Photo by Nikki Sneakers

There’s a video on YouTube called “Daniel Ash Being Daniel Ash For 5 Minutes,” which is exactly what it describes: collaged footage of Daniel in some of his most candid and charming moments both on and off the stage. In the footage he’s wearing a skintight minidress on stage playing the saxophone, making jazz hands at the camera, gleefully telling tall tales to confuse interviewers, giving a handmade psychedelic greeting card to a fan. This is the Daniel Ash who opened the hotel-room door for photographer Nikki Sneakers and me just past noon on the day Love and Rockets were set to play the historic and ornate Kings Theatre in Brooklyn: friendly, playful, and always glamorous.

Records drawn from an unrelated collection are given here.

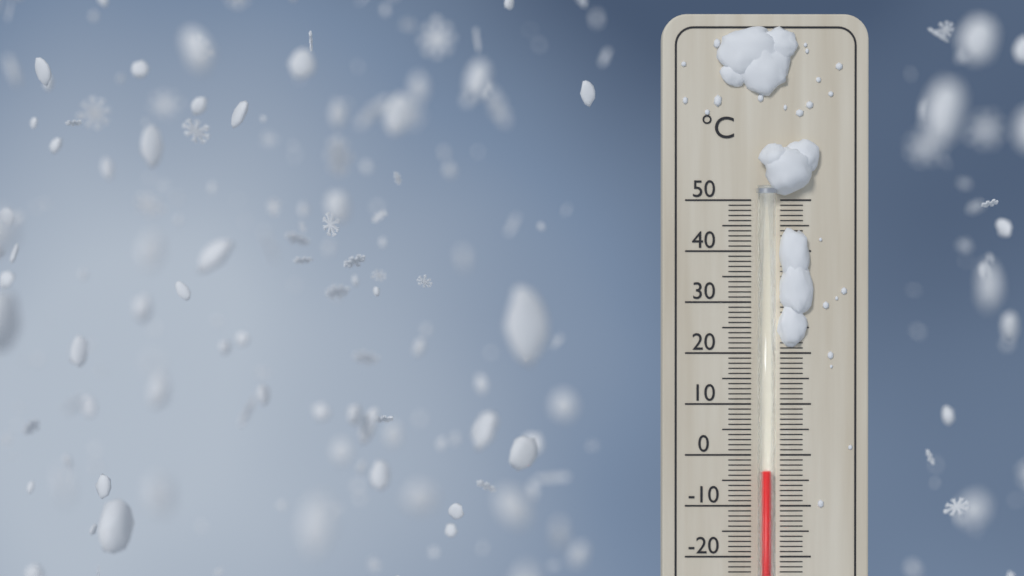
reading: -3 °C
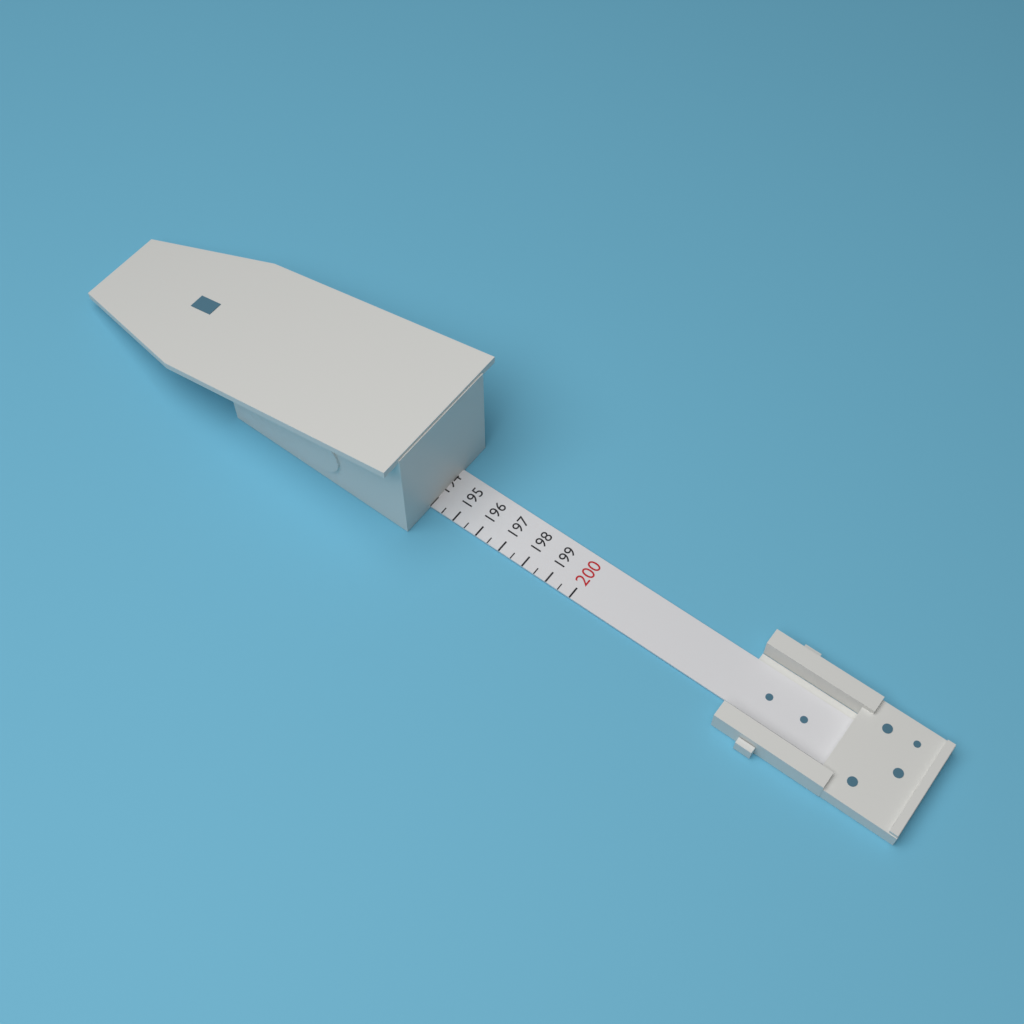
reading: 194.0 (no unit)
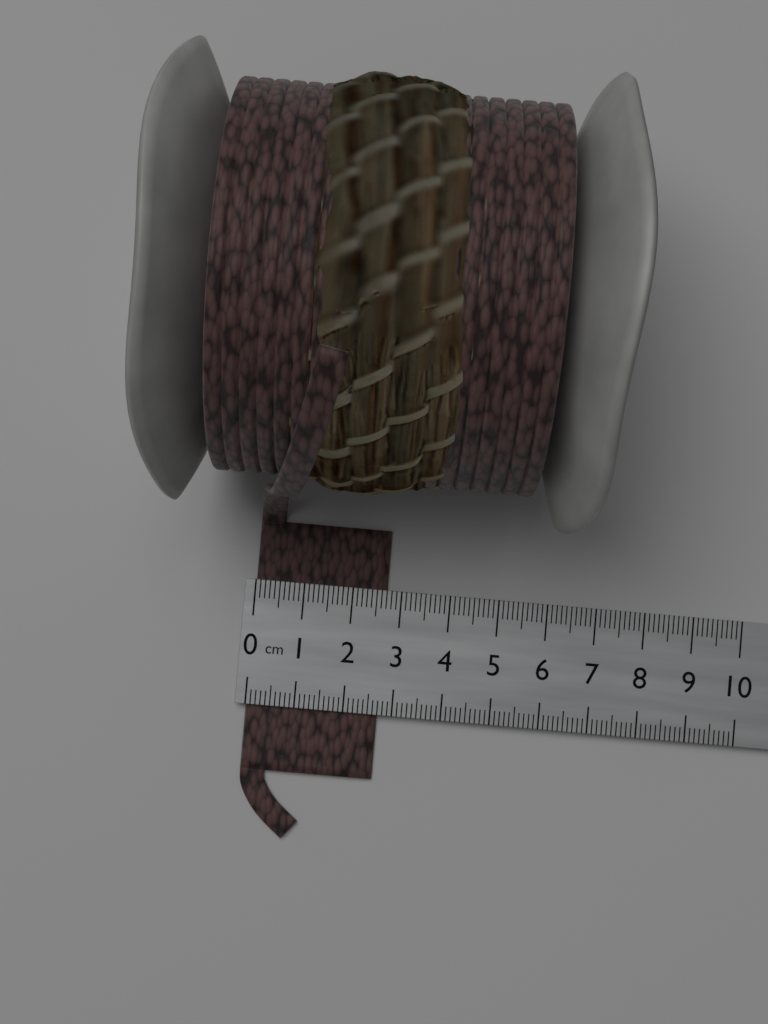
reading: 2.7 cm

After spending an hour having fun playing dress-up and taking photos, we left Daniel with some advice on where to find some new earrings (St. Mark’s Place). Later on, as showtime edged closer, he texted pics of a pair of sunglasses he’d scored and a peek at his bedazzled backstage wardrobe with the caption “...decisions, decisions.” I was thinking, “DANIEL ASH IS TEXTING ME ABOUT FASHION!!!” and then I immediately forwarded the wardrobe photo to a fellow mega-fan friend who works in fashion (she screamed). And as I danced and swayed in the front row that night, watching my favorite band of all time play an all-killer, no-filler set to a devoted audience spanning multiple generations, as if no time had passed between their career peak and this moment, I recalled the way Daniel spoke of his days as an art student. That innocent desire to stand out from the crowd, to invoke and carry the torch of the androgynous glam rock spirit that moved him as a teenager. I looked up at Daniel—hair high to the gods, metallic blazer catching light in all directions, electric guitar in hand, feedback swelling around him—and I saw that same kid in the drainpipe pants, walking the corridor and looking for his tribe.